72 MHz Cortex-M4 with 512 KB Flash — what it means for the BOM
The STM32F302VET6TR is a 32-bit ARM Cortex-M4 MCU from STMicroelectronics, clocked at 72 MHz with 512 KB of Flash program memory and 64 KB of RAM. It is built for real-time control applications — motor drives, digital power conversion, and industrial automation — where the DSP extensions and single-cycle MAC accelerate field-oriented control loops and sensor fusion without an external DSP. The 17-channel 12-bit ADC and single 12-bit DAC handle multi-phase current sensing and a single analog output, reducing external signal-chain components. Connectivity includes CAN, I2C, SPI, UART/USART, and USB, covering CANopen fieldbus, sensor buses, and debug/programming links on one chip. Operating from 2 V to 3.6 V and rated for -40°C to 85°C, this part fits industrial enclosures and outdoor telecom cabinets without active cooling. The 100-LQFP package (14x14 mm) provides 86 I/O lines for parallel sensor arrays or display interfaces.
Lifecycle reality — EOL hot, sourcing through independent channels
The STM32F302VET6TR is flagged EOL hot (end-of-life, last-time-buy phase). Production is winding down; the manufacturer's last-time-buy window may have closed or is closing. This part is not available through standard authorized-distributor channels in volume. We source it through independent and surplus distribution — quoted to order against an RFQ, with availability and current pricing confirmed at quote time. The base product number is STM32F302; pin-compatible density variants with different Flash sizes may still be active. Confirm the exact Flash/RAM fit before substituting.
What the 72 MHz and 512 KB Flash mean for your design
At 72 MHz, the Cortex-M4 delivers DSP extensions for motor control and CAN communication. The 512 KB Flash holds a motor-control stack plus bootloader; 64 KB RAM leaves headroom for data buffers.
Package and mounting — 100-LQFP, 14x14 mm
The 100-LQFP package (14x14 mm body) is surface-mount and reflow-solderable. The 86 I/O lines fan out to peripheral interfaces and GPIO.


## Instructions for the task
Below are the records; return every line from the one that contains "Outline 'human face'." to the last, exactly, skipping the pictures.
- Opening Delimiter -
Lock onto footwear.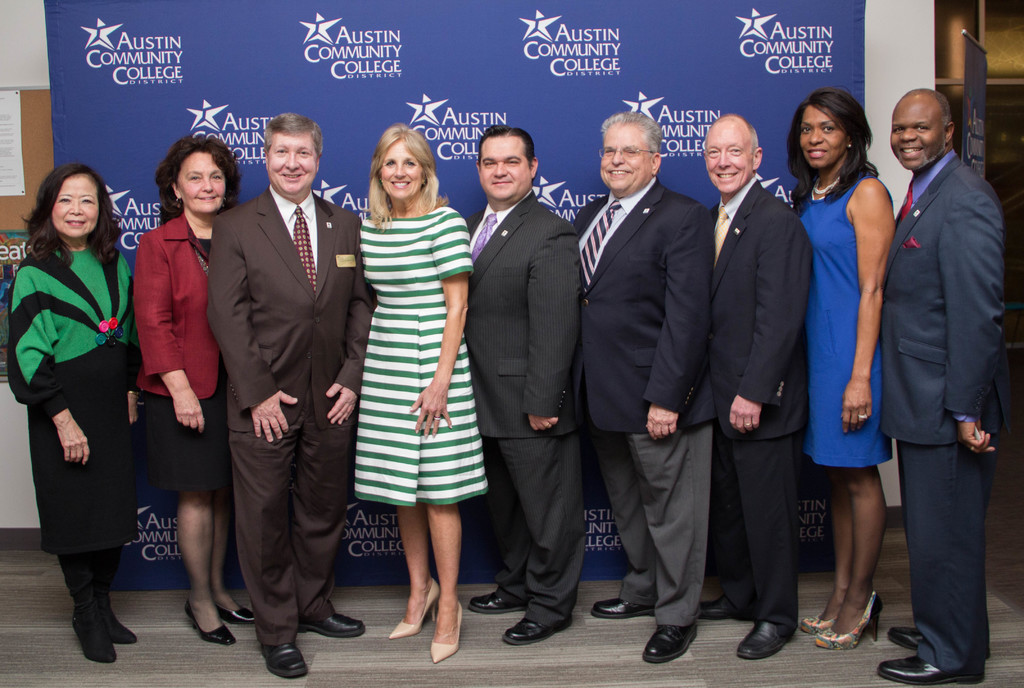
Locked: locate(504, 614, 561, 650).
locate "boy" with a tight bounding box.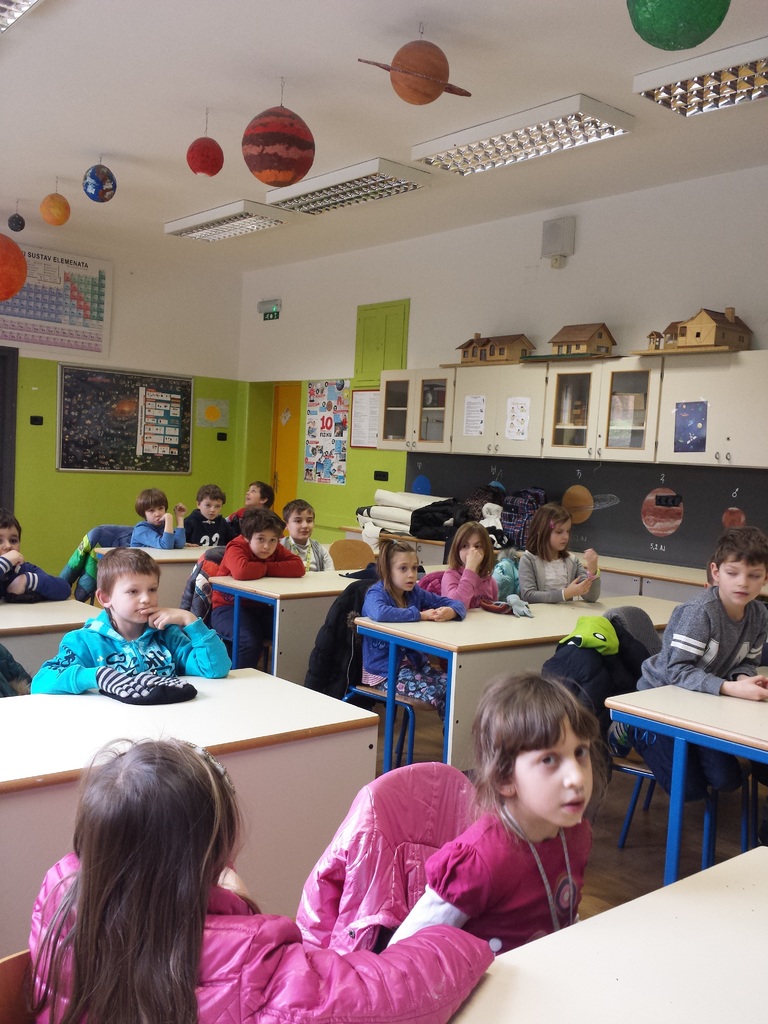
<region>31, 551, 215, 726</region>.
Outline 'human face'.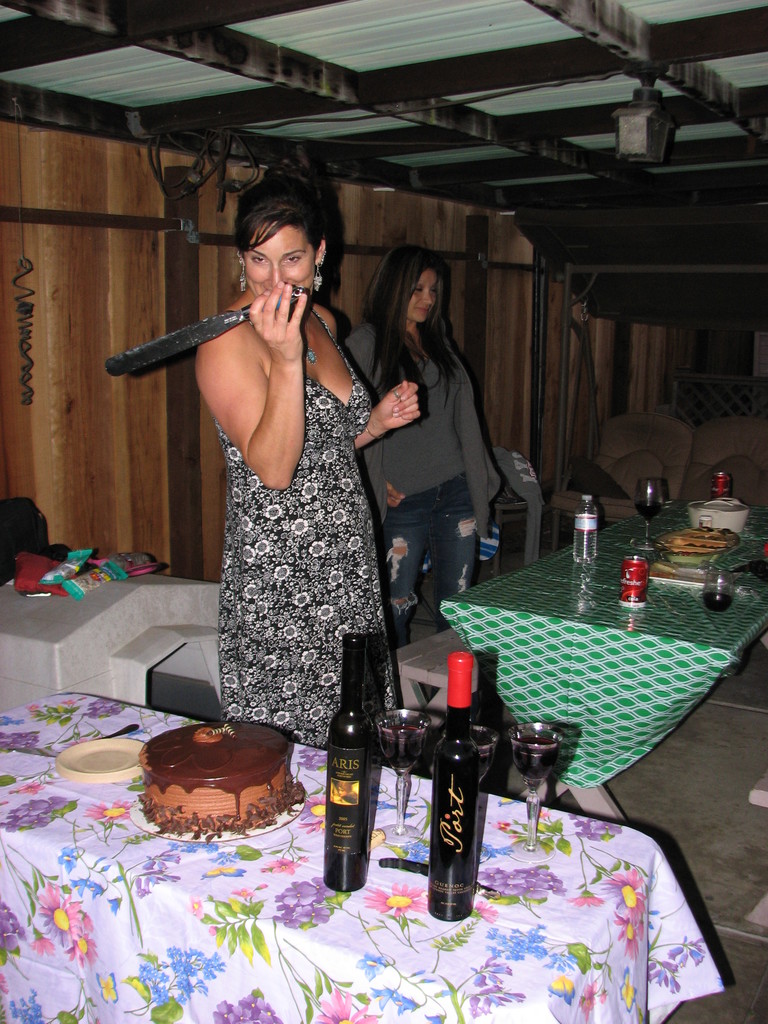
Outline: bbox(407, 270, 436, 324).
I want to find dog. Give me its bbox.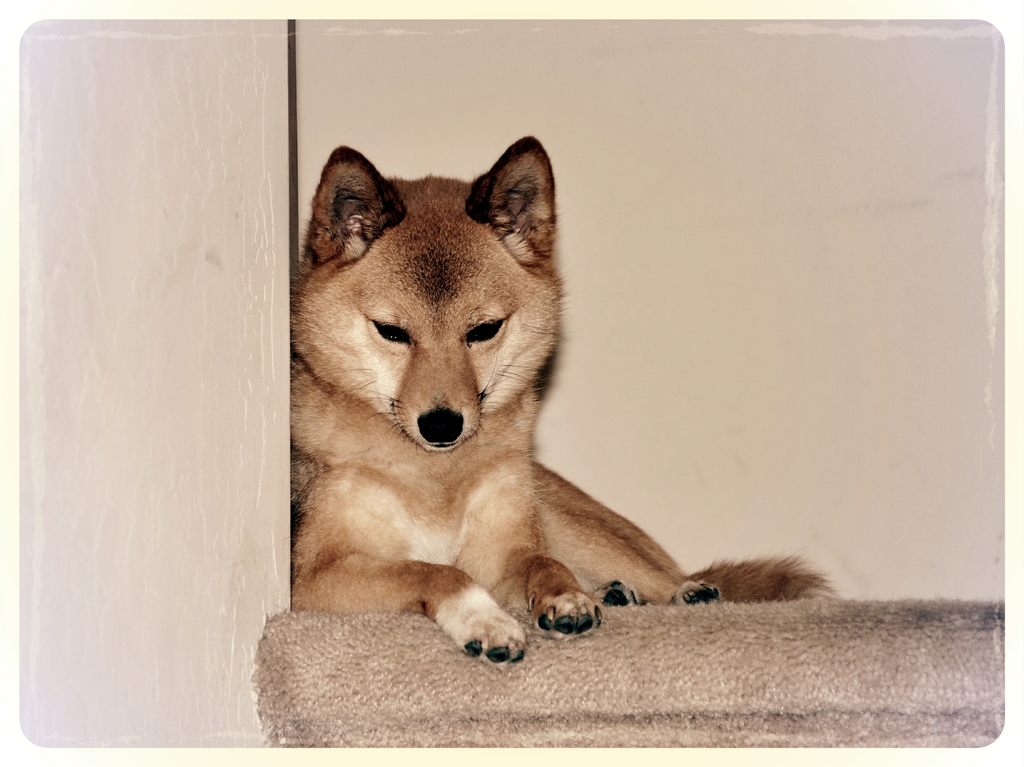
- Closing Delimiter -
## Output for this task
Outline 'human face'.
Outline: bbox(407, 270, 436, 324).
I want to find dog. Give me its bbox.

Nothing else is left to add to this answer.